Frederic Chopin
At the peak of his fame and powers, Frederic Chopin was treated more like a modern-day rock star than a classical composer: outside Paris concert halls, for example, female fans would wait to meet him, and everywhere he went he was the toast of the town, praised for his innovative and stirring compositions. Unlike the typical rock star, however, Chopin didn’t make the most of his fame in this sense. Indeed, throughout his life, he showed little to no interest in members of the opposite sex, or of the same sex for that matter. So was the great composer asexual before the world came to recognize this space on the great spectrum of human sexuality?
Several of Chopin’s biographers certainly believe that the composer was “fundamentally asexual”, even if he was linked with several women and even had a seven-year relationship with the French writer George Sand. Suffice to say, theirs was not a conventional partnership. By all accounts, it remained unconsummated; while Sand had had several past lovers and even had children, some historians believe Chopin imposed celibacy on his older partner. For the pianist and composer, it has been argued, the partnership was more one of curiosity and convenience than one of physical attraction.
According to some of his biographer’s, Chopin’s aversion to sex and intimacy had its roots in his adolescence. As a teen, he became infatuated with a female opera singer by the name of Maria Wodzinska. The pair were engaged to be married, and Chopin wrote several pieces of music for his beloved. However, Maria’s father was against the match, worrying that his prospective son-in-law was too sickly for his daughter. So distraught was he by the ending of the engagement that Chopin lost all interest in love and sex.
It could well be that Chopin led a long life of self-imposed celibacy. Alternatively, those biographers may have been right: he was asexual all along, just that after the heartbreak he experienced as a young man ended his interest in romance, too.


▸ **Your objective**
Among the entries below, find the lines with the word "category" and return them.

(Dataset entries on figures)
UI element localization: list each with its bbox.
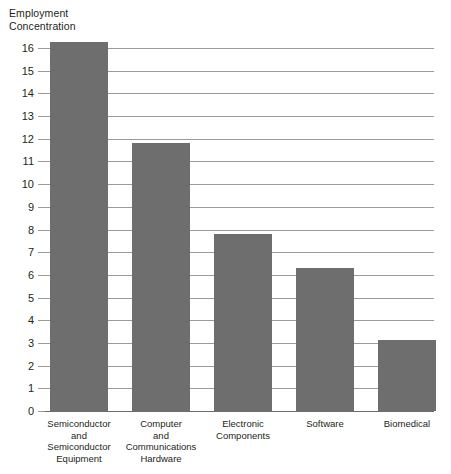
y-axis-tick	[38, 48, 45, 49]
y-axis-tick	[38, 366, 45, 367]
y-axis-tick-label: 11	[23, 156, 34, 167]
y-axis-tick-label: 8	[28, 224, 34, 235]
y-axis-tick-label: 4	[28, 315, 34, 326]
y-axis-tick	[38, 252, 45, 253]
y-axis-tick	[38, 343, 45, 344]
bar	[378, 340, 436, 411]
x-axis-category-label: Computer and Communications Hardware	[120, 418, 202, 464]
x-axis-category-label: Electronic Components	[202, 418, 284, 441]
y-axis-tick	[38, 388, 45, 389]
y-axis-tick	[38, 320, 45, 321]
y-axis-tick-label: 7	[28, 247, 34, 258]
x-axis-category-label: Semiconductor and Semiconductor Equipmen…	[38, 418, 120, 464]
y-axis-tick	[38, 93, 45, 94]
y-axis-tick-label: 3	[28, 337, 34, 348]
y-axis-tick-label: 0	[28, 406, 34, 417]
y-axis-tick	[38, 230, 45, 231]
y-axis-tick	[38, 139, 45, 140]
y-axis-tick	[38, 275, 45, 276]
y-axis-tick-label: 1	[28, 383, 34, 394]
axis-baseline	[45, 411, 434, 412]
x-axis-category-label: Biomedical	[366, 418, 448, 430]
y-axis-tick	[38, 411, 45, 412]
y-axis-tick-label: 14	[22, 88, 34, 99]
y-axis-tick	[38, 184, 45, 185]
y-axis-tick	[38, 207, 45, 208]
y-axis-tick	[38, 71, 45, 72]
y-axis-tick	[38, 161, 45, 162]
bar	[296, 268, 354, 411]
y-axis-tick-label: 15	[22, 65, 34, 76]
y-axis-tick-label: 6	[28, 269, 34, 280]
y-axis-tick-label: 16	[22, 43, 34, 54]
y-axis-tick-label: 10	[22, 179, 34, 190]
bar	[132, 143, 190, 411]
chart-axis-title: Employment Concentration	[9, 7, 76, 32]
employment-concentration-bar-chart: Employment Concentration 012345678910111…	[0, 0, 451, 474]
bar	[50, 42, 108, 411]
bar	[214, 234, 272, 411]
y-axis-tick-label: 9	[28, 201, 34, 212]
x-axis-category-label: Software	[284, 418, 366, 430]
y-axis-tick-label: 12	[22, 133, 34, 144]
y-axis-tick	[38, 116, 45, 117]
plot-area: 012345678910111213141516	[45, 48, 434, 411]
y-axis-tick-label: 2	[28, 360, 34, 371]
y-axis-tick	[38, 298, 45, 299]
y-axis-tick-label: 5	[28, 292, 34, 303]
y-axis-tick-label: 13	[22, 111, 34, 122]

▸ **Task result**
x-axis-category-label: Computer and Communications Hardware	[120, 418, 202, 464]
x-axis-category-label: Electronic Components	[202, 418, 284, 441]
x-axis-category-label: Semiconductor and Semiconductor Equipmen…	[38, 418, 120, 464]
x-axis-category-label: Biomedical	[366, 418, 448, 430]
x-axis-category-label: Software	[284, 418, 366, 430]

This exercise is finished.